Need To Be Met: The so-called “war on terror” by the U.S. Government, assisted by many local government agencies, is causing massive human rights violations throughout Northern California and in virtually every community in the U.S. Since 1992, Meiklejohn Institute has integrated into all of its legal work the language and reporting processes of the three UN Committees on CERD, CAT, and ICCPR.

* The Project will use its diverse Board members to conduct training sessions on local human rights abuses, based on the 180 reports in the Institute's 574 page book, “Challenging U.S. Human Rights Violations Since 9/11,” and will discuss the text of the U.S. Bill of Rights and the three ratified human rights treaties.

* The Project will recruit students from community colleges, colleges and law schools to become interns (and will not turn away interested high school students). Interns will collect new examples of local and regional human rights violations from their communities, and will participate in public presentations.

* The Project will answer requests from community activists in Northern California cities and counties for assistance in drafting resolutions to city councils and county boards of supervisors to require reports on human rights violations by their Departments of Human Services, Police, Health, Labor, etc., and by Commissions on the status of Women, Youth, Labor, etc.

* After initial broad work, the Project will focus on work with the most active community groups to seek to convince their cities or counties to submit their reports to the U.S. Department of State, and directly to the three UN committees that enforce the treaties, as Berkeley City Council did in 1995.

* The Project will prepare a report on its findings to submit to the U.S. State Department for its next reports, and will submit it directly to the three UN committees. Copies will be sent to California Congress members and Senators and Chairs of relevant Congressional committees.

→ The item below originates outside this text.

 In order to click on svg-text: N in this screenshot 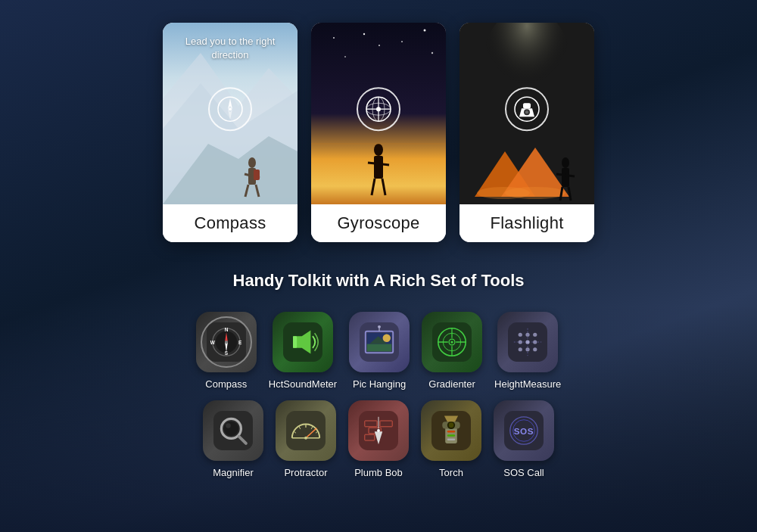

* It will continue the Meiklejohn tradition of sending a Board member and an intern to NYC and to Geneva to discuss the city and county reports with the UN Committees.

* The Project will recruit and train a diverse core of speakers to be interviewed, and will send speakers throughout the U.S. as requested.

* The Project will issue press releases to the major media and to community organization newsletters and post them on MCLI's website, and also email the information to other interested people on MCLI's mailing list.

* It will meet with members of boards of education, teachers and professors, teachers unions and PTSAs to encourage teaching human rights and the UN reporting system.

* And it will prepare a complete report of its activities, successes, and problems.